I understand why someone might think that, but it's not true, except perhaps in the most corrupt of countries.

[โ€“] CanadaPlus@futurology.today 1 points 2 days ago* (last edited 2 days ago) (1 children)

Yup. I actually know and work with politicians. It's a sales job alright; the legislation is pretty secondary regardless of who it benefits. You can see laws that fuck everyone rich or poor being passed sometimes, if they sound good.

[โ€“] digdilem@lemmy.ml 1 points 2 days ago (1 children)

I don't disagree that some are like that, and the only reason tax laws in many countries in particular are so complicated are because of politicians squeezing in exceptions that benefit them.

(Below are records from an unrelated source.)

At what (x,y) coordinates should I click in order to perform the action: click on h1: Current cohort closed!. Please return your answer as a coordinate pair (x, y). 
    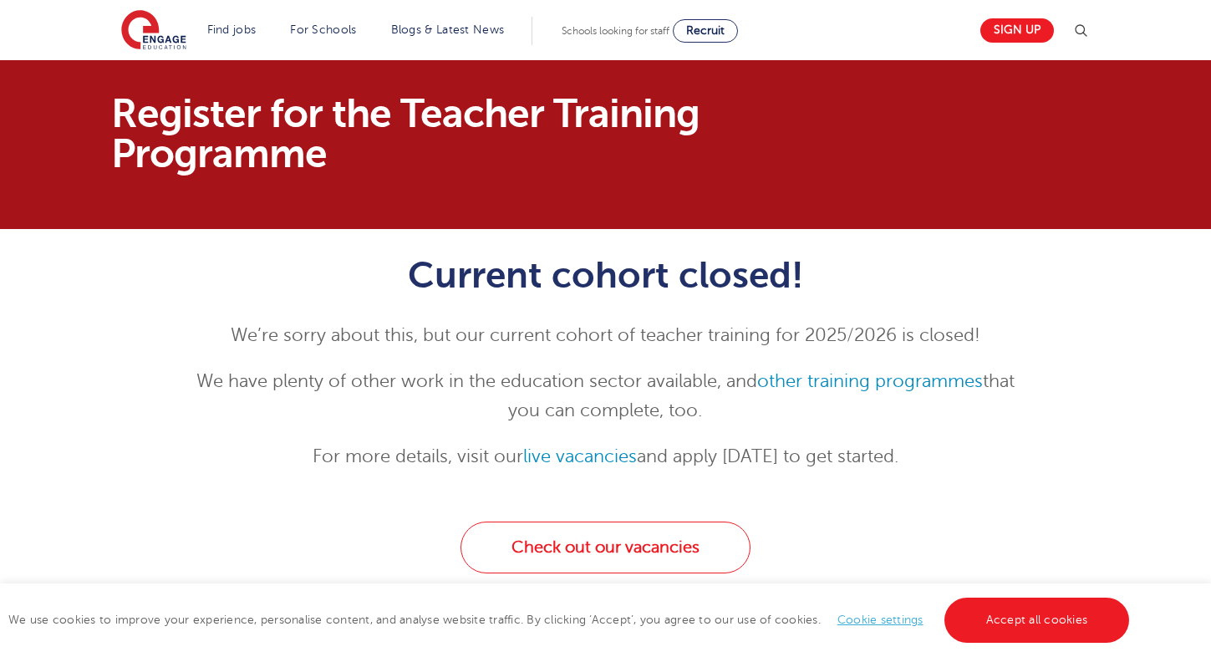
    Looking at the image, I should click on (605, 275). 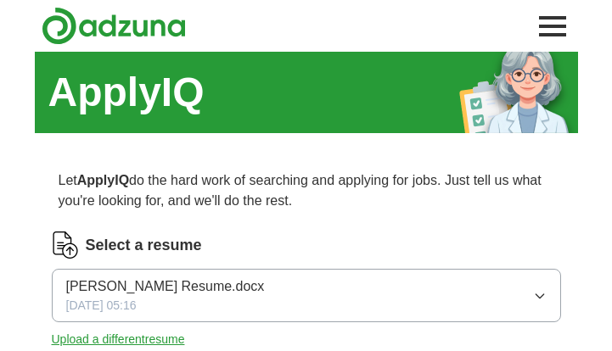 What do you see at coordinates (118, 339) in the screenshot?
I see `button: Upload a differentresume` at bounding box center [118, 339].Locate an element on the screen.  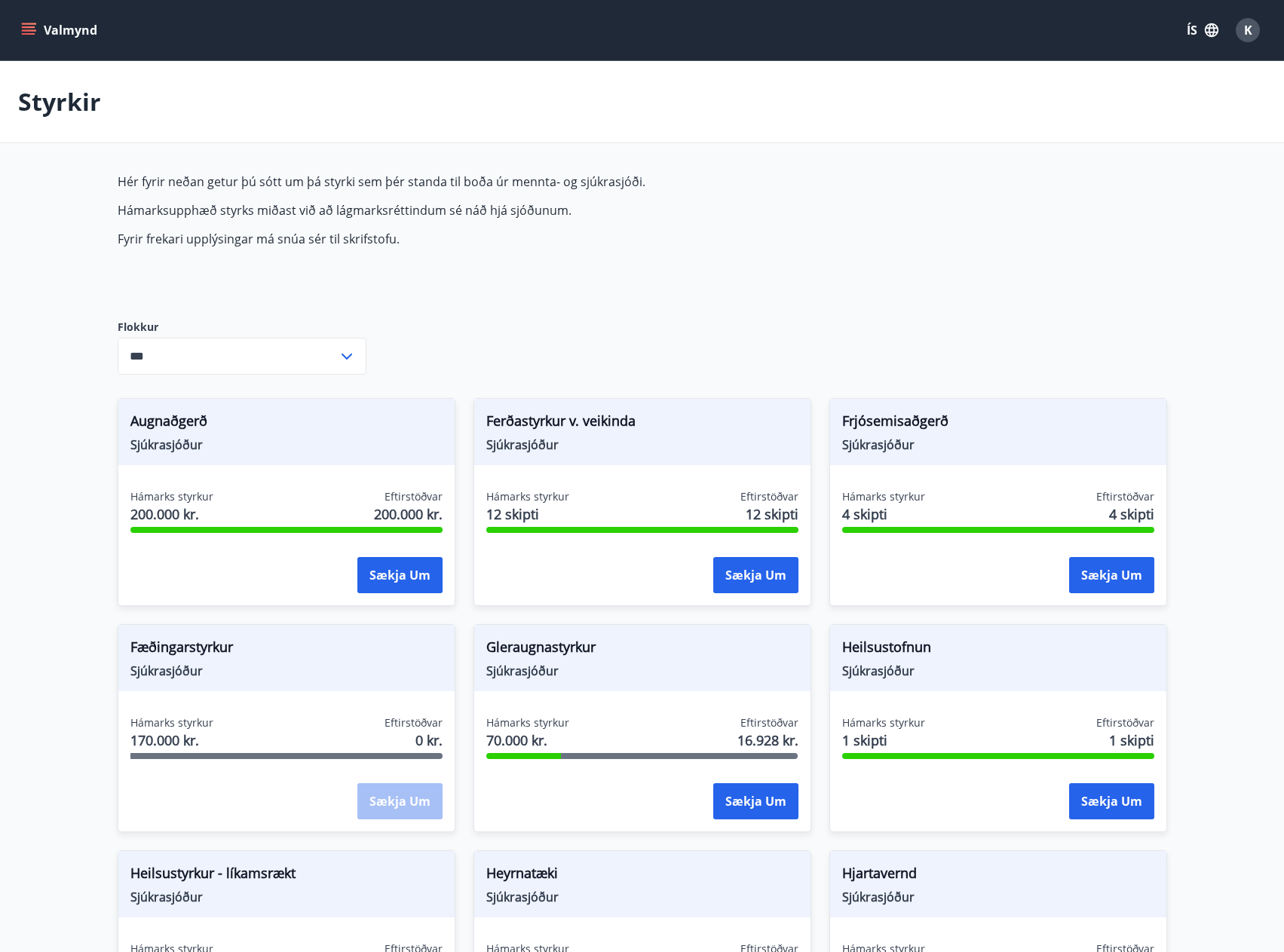
span: 0 kr. is located at coordinates (429, 740). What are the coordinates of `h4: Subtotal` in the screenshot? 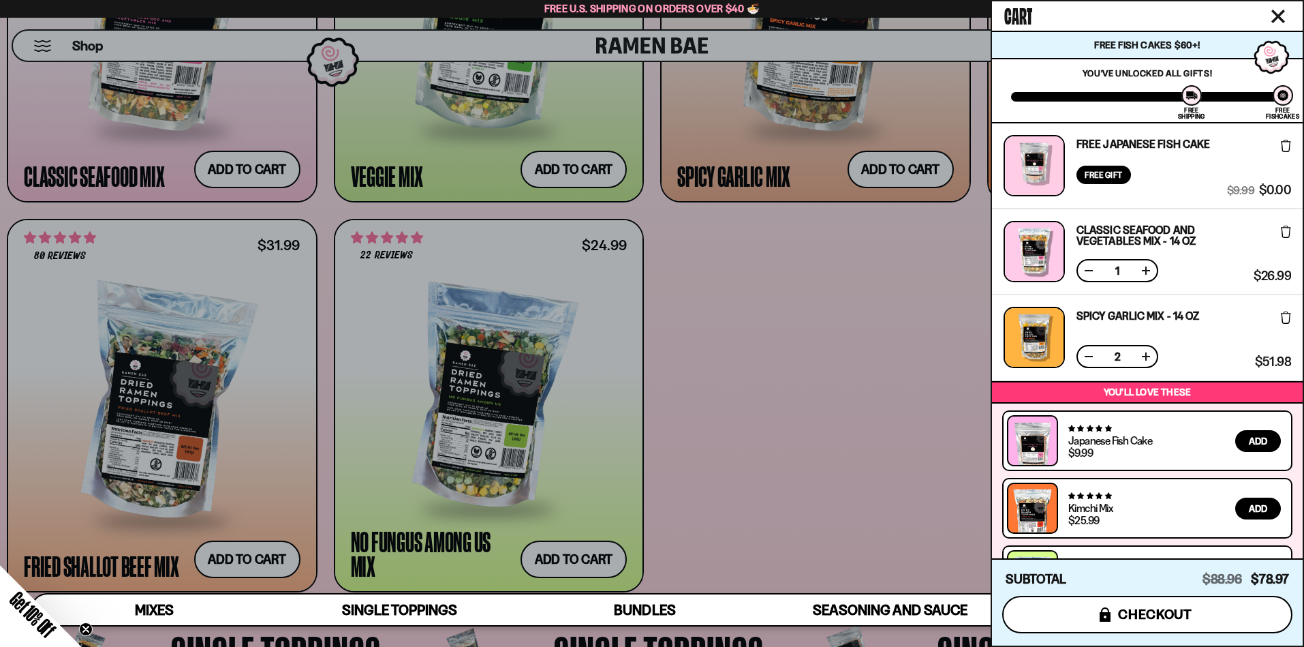 It's located at (1036, 579).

But it's far, far from "all laws". The quality of life and legality for average people has changed a huge amount for the better. Even in my lifetime in the UK. When I was a child, it was illegal to be homosexual. You were openly discriminated for being black, Irish, foreign, fat, old, young. Now there are laws to protect against that. My wife's mother had to get her brother to sign the paperwork to buy a house because even in the 1950s, women couldn't get a mortgage without a man guaranteeing it. Those are just a few examples.

If you're American, then yeah, maybe your system is skewed far to the rich beyond what most countries do. It's long been the case that justice in the US doesn't apply to the rich, but the US is not everywhere and not everything, despite what the current news cycles might tell you.

[โ€“] CanadaPlus@futurology.today 4 points 2 days ago* (last edited 2 days ago)

I was agreeing with you, FWIW. They're not puppets run by some shadowy group, and what they actually do is very public (if you bother to look). My country televises parliament, and publishes all legislation. The US does something similar.

Over the long run, conditions have improved, in spite of representative democracy being a cluster-fuck.